Poverty and health crises were, of course, reported, but usually as sidebars to the main story of Russia's "transition" and as legacies of the Communist past. Virtually all US correspondents and editorial writers were contemptuous of any Russian proposals for a gradual, "somehow less painful reform," whether by Yeltsin's own vice president in 1993 or Prime Minister Yevgeny Primakov in 1998 and 1999. Indeed, they seemed to think, following US officials and economists whose policies had already failed disastrously, that more shock therapy was needed, such as eliminating the housing and utilities subsidies that sustained millions of impoverished families, perhaps half the nation or more.[17]
-
Gorbachev on 1989
Katrina vanden Heuvel & Stephen F. Cohen: A wide-ranging Nation interview with the former Soviet president.
-
Stalin's Victims Return
Stephen F. Cohen: The freeing of the "zeks" confronted Russia with living memories of the Terror.
-
McCain, Obama and Russia
Stephen F. Cohen: Overshadowed by the US disaster in Iraq, Moscow's impact on our foreign policy will continue long after that war ends. Why aren't Obama and McCain addressing that?

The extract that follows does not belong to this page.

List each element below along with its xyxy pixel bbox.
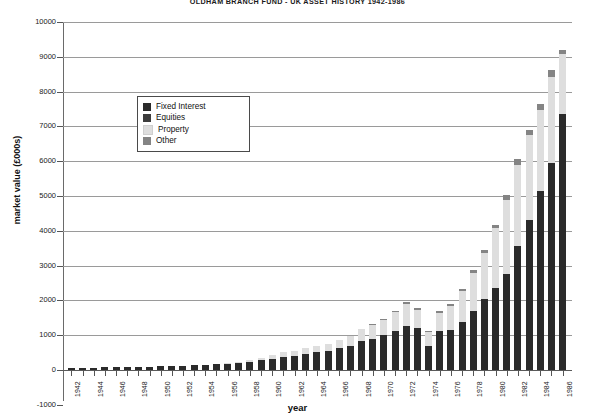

As Russia sank ever deeper into economic depression and poverty, US journalists continued to parrot Kremlin and Washington assertions that economic stability and takeoff, which still have not really come, were just around the corner. (Vice President Al Gore is quoted as having said in March 1998, "Optimism prevails universally among those who are familiar with what is going on in Russia.") On the eve of its 1998 financial meltdown (and even after), they still found ways to assure readers that Russia was "a remarkable success story."[19] Not even Putin's subsequent admission that "poverty exists on an unusually large scale in the country" would make it a focus of US reporting.
Many American correspondents clearly did not like "doom-and-gloom" stories about unpaid wages and pensions, malnutrition and abandoned provinces, where, a Russian journalist tells us, "desperation touches everyone." (Newsweek's correspondent advised the poor to continue living on bread: "They could do worse.")[20] Nor did they report more than a very few of the desperate acts of protest taking place around the country, and virtually none of the ways the "reform" government deprived workers of whatever rights and protection they once had in the Soviet system. American journalists preferred other "metaphors for Russia's metamorphosis"[21]--usually in the tiny segment of Moscow society that had prospered, from financial oligarchs to yuppies spawned by the temporary proliferation of Western enterprises.
Thus, for a Washington Post columnist who had recently been a correspondent, an especially successful insider beneficiary of state assets was a progressive "baby billionaire" and, for the Wall Street Journal, a "Russian Bill Gates."[22] For others, including a New York Times editorial writer and also former Moscow correspondent, "one of the best seats for observing the new Russia is on the terrace outside the cavernous McDonald's [that] serves as a mecca for affluent young Muscovites. They arrive in Jeep Cherokees and Toyota Land Cruisers, cell phones in hand."[23] In the new Russia at that time, the average monthly wage, when actually paid, was about $60, and falling.
No wonder few readers of the US press were prepared for Russia's economic collapse and financial scandals of the late nineties. Those who relied on the New York Times, for example, must have been startled to learn--from an investigative reporter, not a Russia-watcher--that contrary to its prior reporting and editorials, "The whole political struggle in Russia between 1992 and 1998 was between different groups trying to take control of state assets. It was not about democracy or market reform."[24]